HAMBURG OPEN, the annual broadcast and AV trade event at Hamburg Messe that sits alongside IBC and ISE on Europe's professional calendar, has been tracking this directly. Its 2026 closing report puts broadcast, streaming, and corporate video in the same production chain and points to efficiency pressure as the primary driver: clients want broadcast-quality output without a broadcast engineering team. That is the integration opportunity. It is a systems problem, not a product problem — and systems problems are where integration margin lives.

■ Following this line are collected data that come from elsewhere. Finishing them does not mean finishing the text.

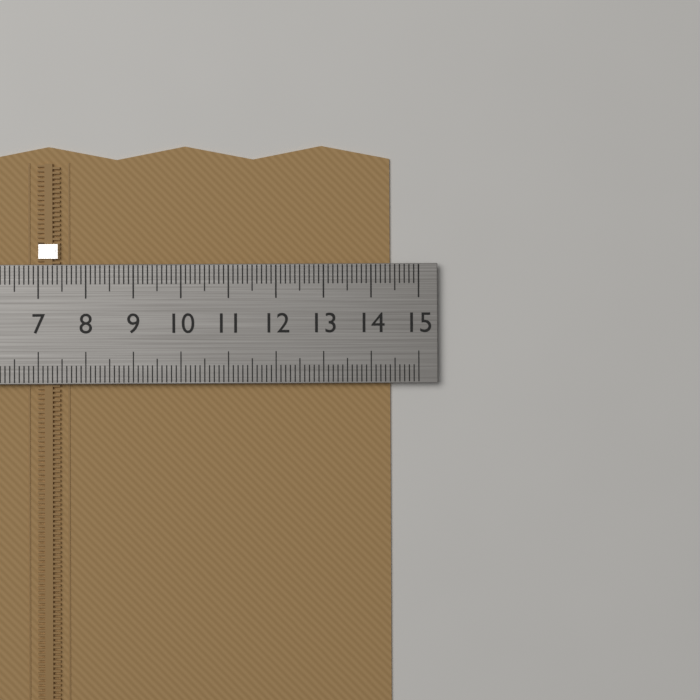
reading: 14.4 cm
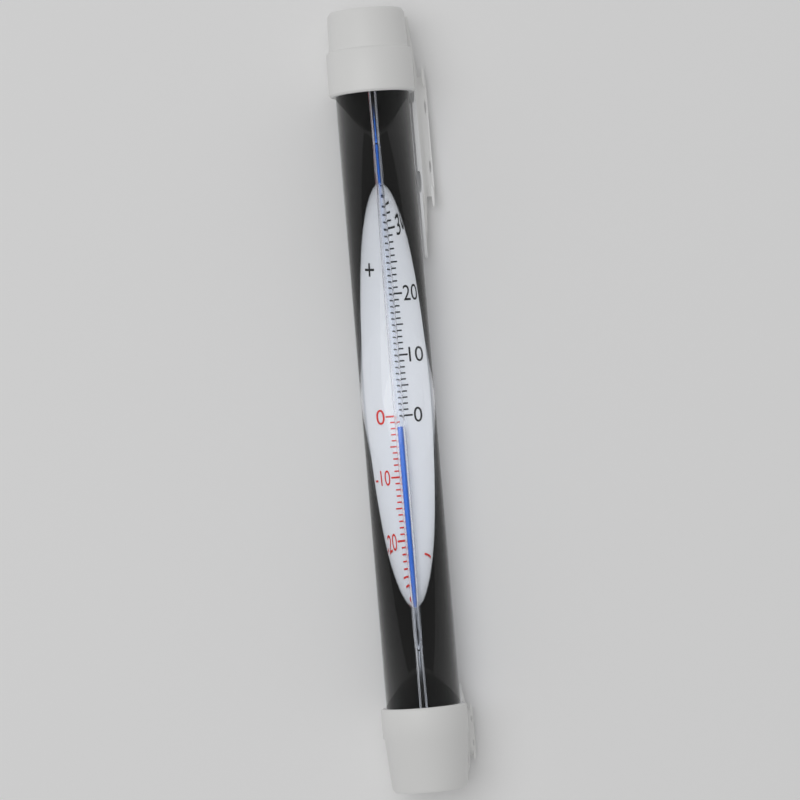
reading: -2 °C
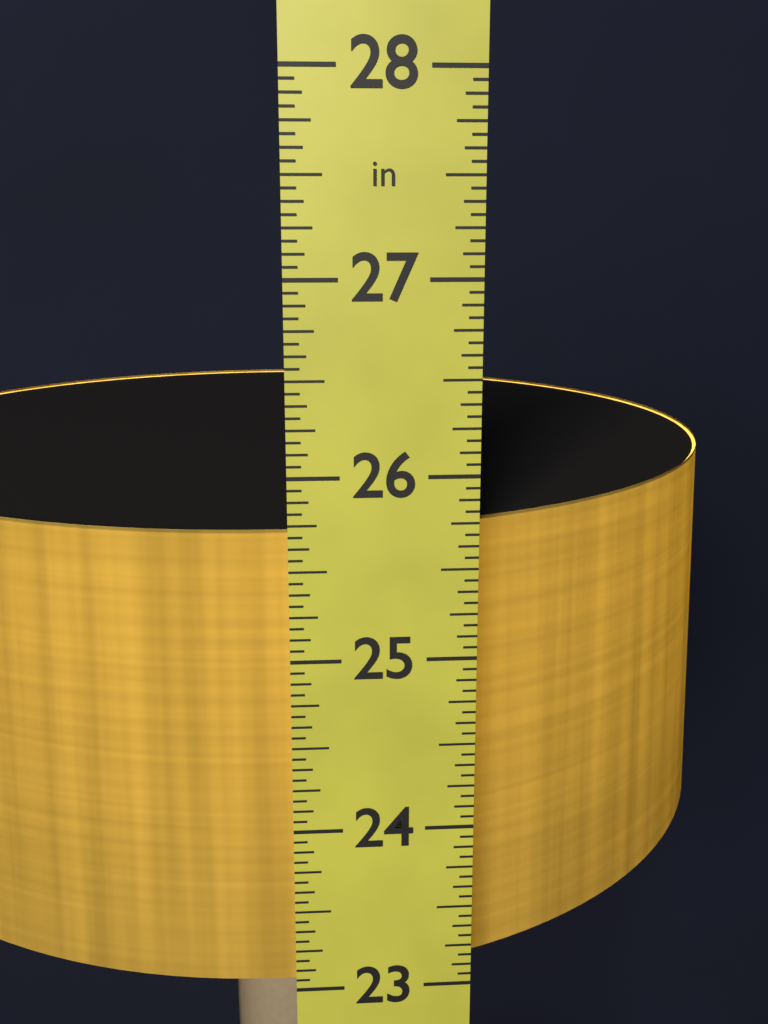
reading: 25.6875 in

The integrators gaining ground in this space across Germany and the Nordics are the ones who have learned to speak the procurement language alongside the technical one. Framing a corporate broadcast infrastructure proposal around open standards compliance, documented interoperability, and reduced long-term vendor dependency is not just good engineering — it is the argument that gets past a procurement committee. IPMX gives you that argument. Use it.
My Verdict
Redesign your discovery process before your next corporate AV brief. A needs assessment that does not ask about content output, distribution channels, and operational staffing is not fit for this category of client anymore — and this category of client is now a substantial share of your pipeline, whether the enquiry looks like it or not. The brief that says "conference room" and means "broadcast studio" is not a miscommunication you resolve in delivery.
It is a scope definition failure that you prevent in discovery. Corporate broadcast AV belongs in your toolkit as a defined practice, with IPMX-certified systems, production-aware acoustics and lighting specifications, and a discovery process that surfaces the real requirement before you write a number. That is where the margin is. So is the reference site.